The Supreme Court, upon reviewing the content, found that the treatment of the subject lacked the pedagogical balance expected of educational material aimed at young students. The Court noted that textbooks carrying the imprimatur of a national body such as NCERT carry special responsibility, as they shape the understanding of millions of students regarding constitutional institutions.

Suo motu cognizance by the Supreme Court in matters concerning institutional integrity, while relatively uncommon, has precedent in cases where the Court has acted to protect the dignity and functioning of constitutional bodies.

Key Holdings

The Court issued the following directions:

  1. Nationwide withdrawal ordered: The Court directed NCERT and the Union Ministry of Education to immediately withdraw the textbook edition containing the impugned chapter from all CBSE-affiliated schools across the country. No further distribution of the current edition was to take place.

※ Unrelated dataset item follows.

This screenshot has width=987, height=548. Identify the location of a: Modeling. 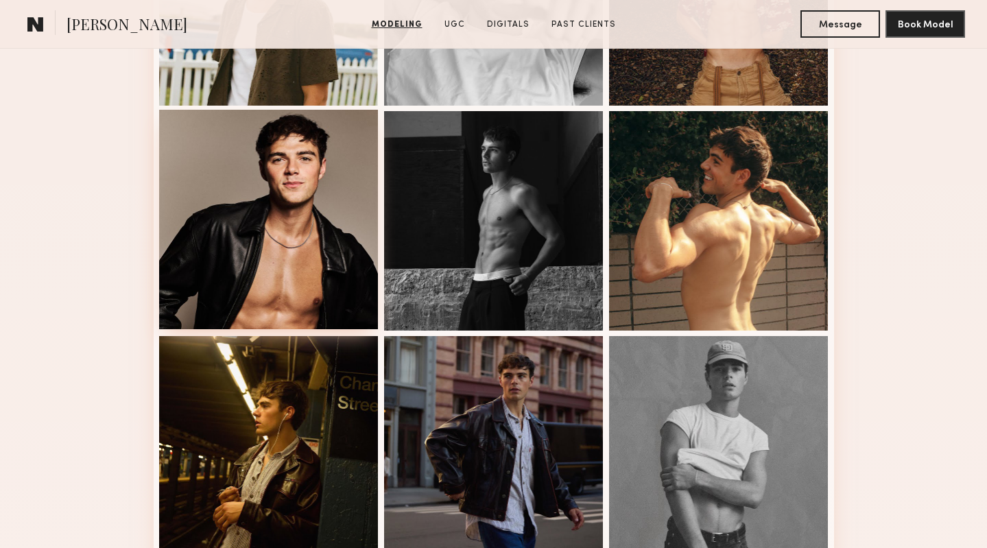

  2. Pedagogical balance standard: The Bench held that educational material published under the authority of national bodies must maintain pedagogical balance and uphold institutional responsibility. Content concerning constitutional institutions must present an accurate and measured account that fosters respect for the rule of law.

  3. Contempt notices issued: The Court issued contempt notices to relevant officials, signalling the seriousness with which it viewed the matter. The respondents were directed to file their responses within a stipulated timeframe.

  4. Revised content direction: The Court directed that any revised edition of the textbook be prepared with appropriate expert consultation and be placed before the Court for review before republication.

Implications for Practitioners

This order carries significance beyond the immediate textbook controversy. It establishes a judicial standard for evaluating educational content concerning constitutional institutions, which could be invoked in future challenges to textbook content at both central and state levels.

For practitioners in education law, the order creates a precedent for seeking judicial review of curriculum content that is alleged to misrepresent or inadequately represent constitutional institutions. The direction that revised content be placed before the Court before republication is an unusually interventionist step that may invite debate about the separation of powers between the judiciary and the executive in educational policy.

Lawyers advising educational bodies and publishing houses should note that the Court's emphasis on "pedagogical balance" and "institutional responsibility" sets a substantive standard against which future content may be evaluated. Compliance teams at NCERT and state equivalents would need to ensure that content review processes are robust enough to withstand judicial scrutiny.